Jesse bent down and reached not for the younger man’s hand but his shoulder. He pushed hard, the ranger’s hands clutching only air as he fell through the rotten metal, a thump and simultaneous snap of bone as he hit the well’s dry floor. Seconds passed but no other sound rose from the darkness.

The backpack lay at the edge and Jesse snatched it up. He ran, not toward his farmhouse but into the woods. He didn’t look back again but bear-crawled through the ginseng patch and up the ridge, his breaths loud pants.
Trees thickened around him, oaks and poplars, some hemlocks. The soil was thin and moist, and he slipped several times. Halfway up the ridge he paused, his heart battering his chest. When it finally calmed, Jesse heard a vehicle coming up the logging road and saw a pale-green forest service jeep. A man and a woman got out.

Jesse went on, passing through another patch of ginseng, probable descendants from his father’s original seedlings. The sooner he got to the ridge crest, the sooner he could make his way across it toward the gorge head. His legs were leaden now and he couldn’t catch his breath. The extra pounds he’d put on the last few years draped over his belt, gave him more to haul. His mind went dizzy and he slipped and skidded a few yards downhill. For a while he lay still, his body sprawled on the slanted earth, arms and legs flung outward. Jesse felt the leaves cushioning the back of his head, an acorn nudged against a shoulder blade. Above him, oak branches pierced a darkening sky. He remembered the fairy tale about a giant beanstalk and imagined how convenient it would be to simply climb off into the clouds.

Jesse shifted his body so his face turned downhill, one ear to the ground as if listening for the faintest footfall.

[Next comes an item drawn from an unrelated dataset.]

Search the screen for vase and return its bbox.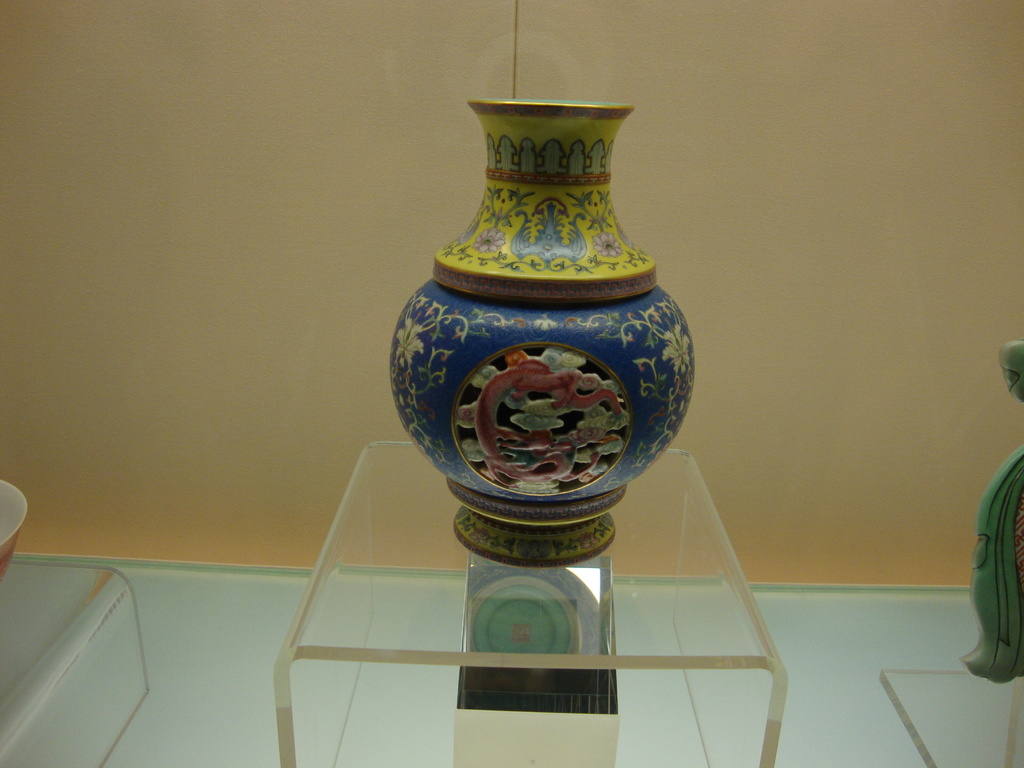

It seemed so wrong to be sixty-eight years old and running from someone. Old age was supposed to give a person dignity, respect. He remembered the night the searchers brought his great-aunt out of the
gorge. The men stripped off their heavy coats to cover her body and had taken turns carrying her. They had been silent and somber as they came into the yard. Even after the women had taken the corpse into the farmhouse to be washed and dressed, the men had stayed on his great-aunt’s porch. Some had smoked hand-rolled cigarettes, others had bulged their jaws with tobacco. Jesse had sat on the lowest porch step and listened, knowing the men quickly forgot he was there. They did not talk of how they’d found his great-aunt or the times she’d wandered from her house to the garden. Instead, the men spoke of a woman who could tell you tomorrow’s weather by looking at the evening sky, a godly woman who’d taught Sunday school into her seventies. They told stories about her and every story was spoken in a reverent way, as if now that his great-aunt was dead she’d once more been transformed back to her true self.